## Extracted data
_ _ _

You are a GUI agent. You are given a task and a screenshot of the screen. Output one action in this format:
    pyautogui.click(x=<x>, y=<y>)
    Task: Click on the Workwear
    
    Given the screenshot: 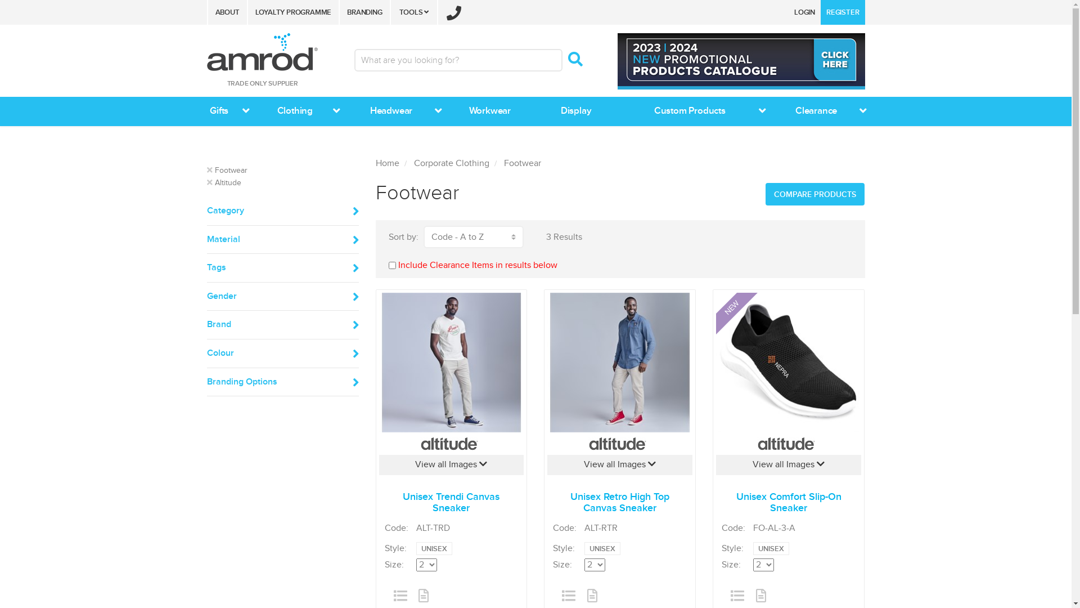 What is the action you would take?
    pyautogui.click(x=486, y=111)
    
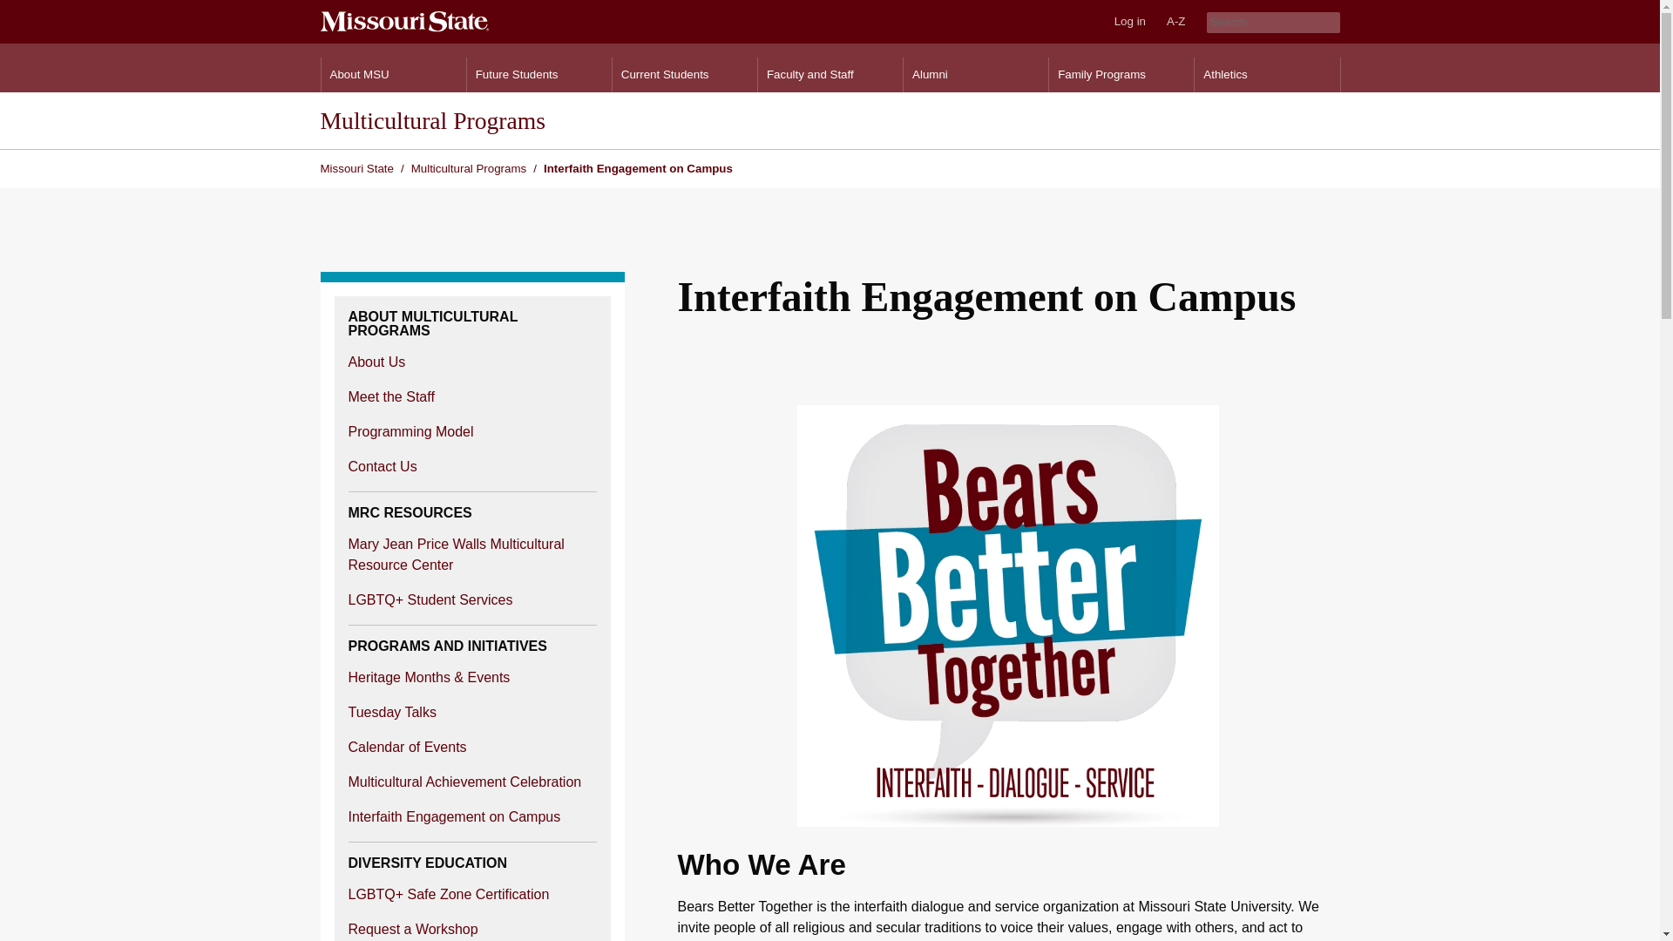 This screenshot has height=941, width=1673. What do you see at coordinates (1175, 21) in the screenshot?
I see `A-Z` at bounding box center [1175, 21].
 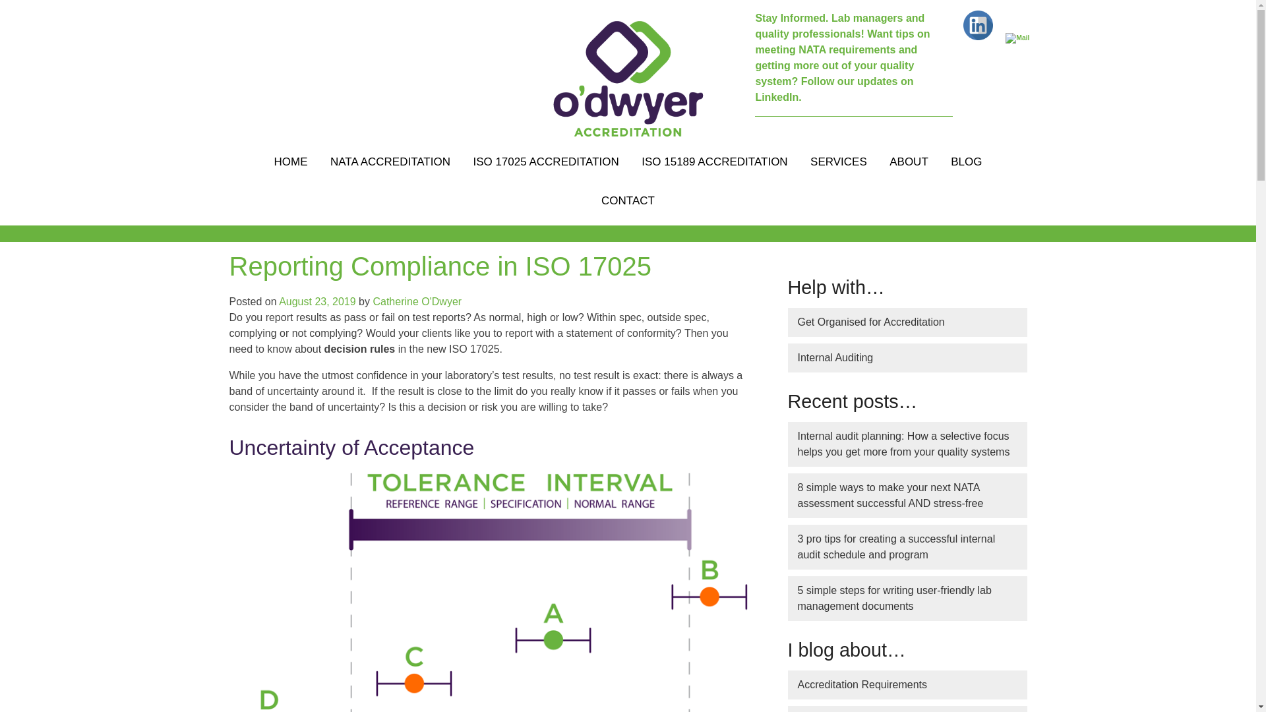 I want to click on HOME, so click(x=291, y=162).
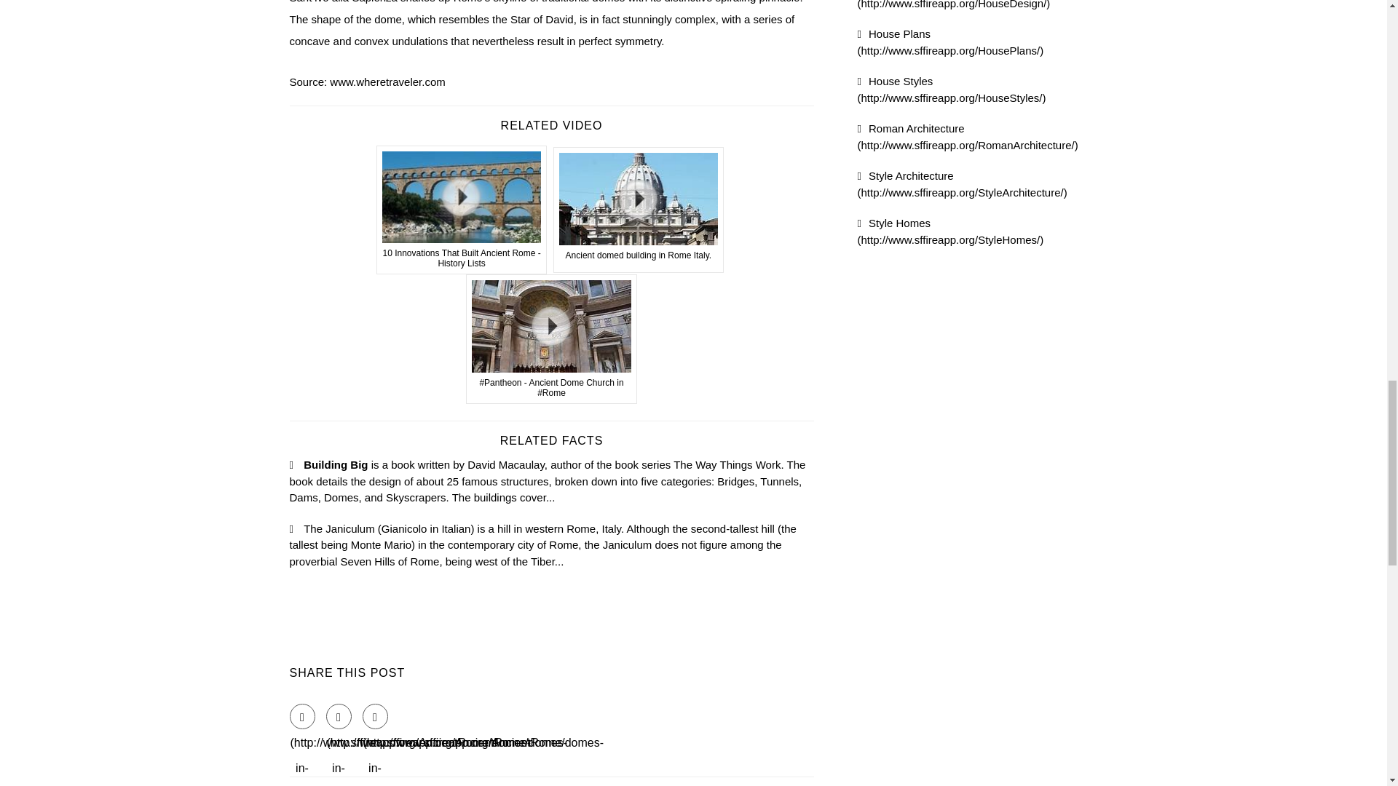 This screenshot has height=786, width=1398. Describe the element at coordinates (375, 717) in the screenshot. I see `Google Plus` at that location.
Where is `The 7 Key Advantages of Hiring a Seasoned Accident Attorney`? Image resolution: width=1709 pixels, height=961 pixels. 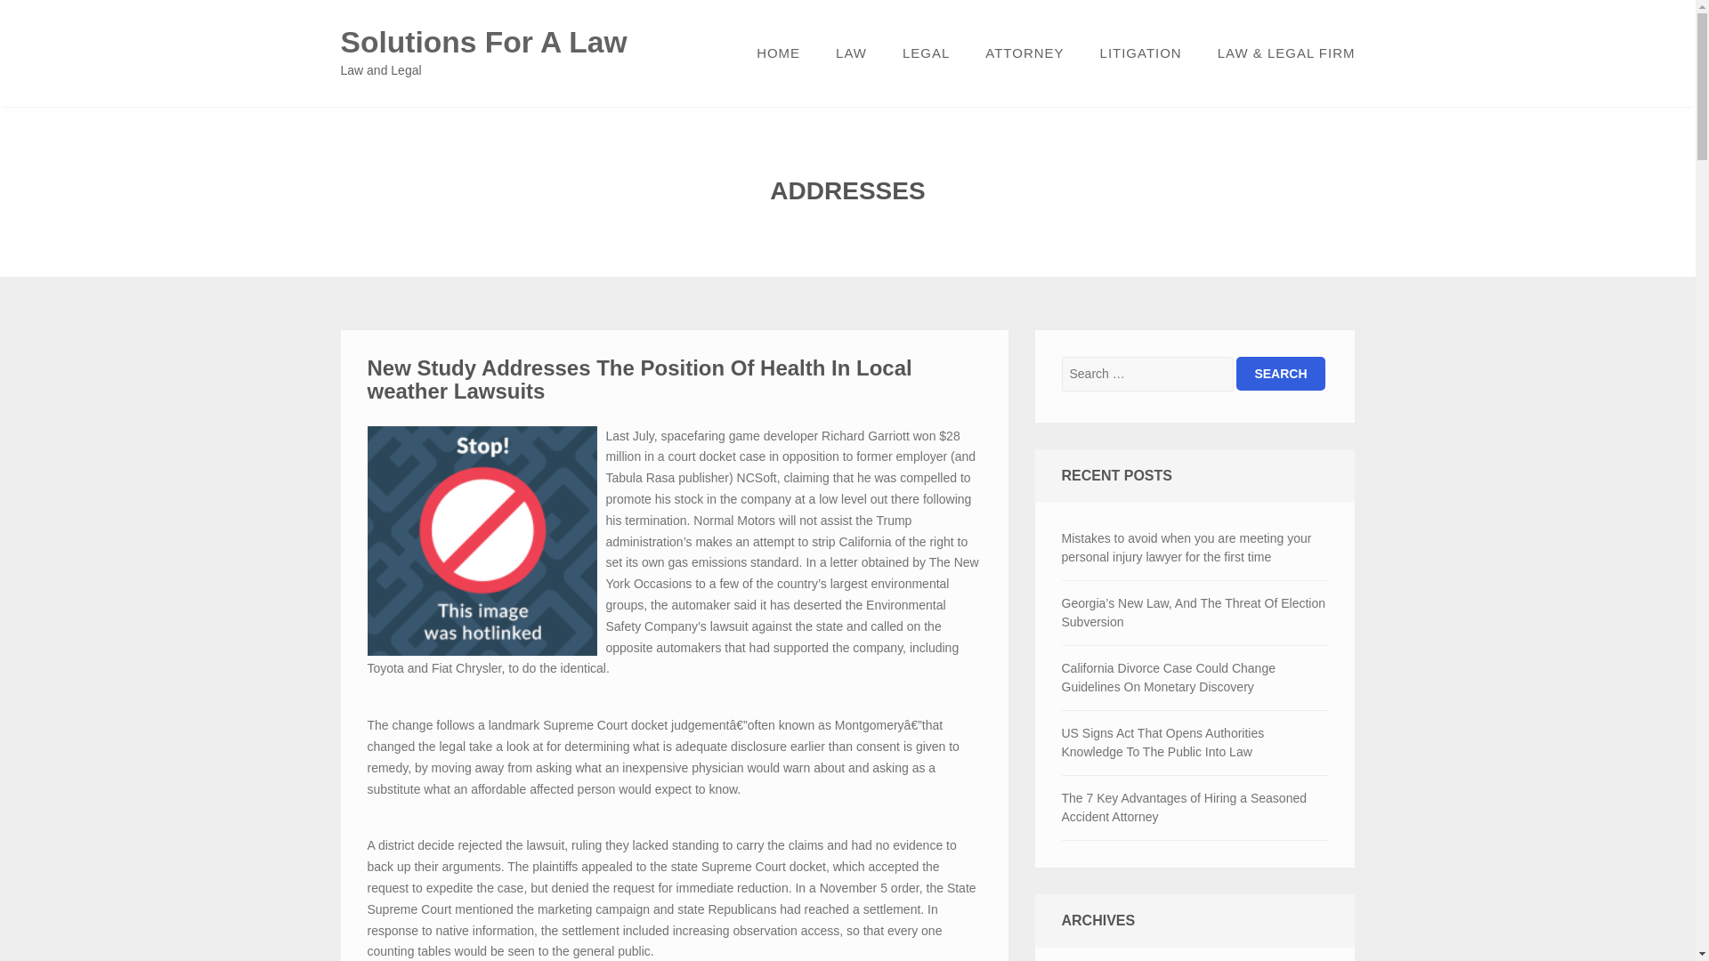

_ _ _

## Problem to solve
Output the listing above word for word, from the opening line through the line that contains "Task: Click on the Workwear", and leave out everything after it.

## Response box
You are a GUI agent. You are given a task and a screenshot of the screen. Output one action in this format:
    pyautogui.click(x=<x>, y=<y>)
    Task: Click on the Workwear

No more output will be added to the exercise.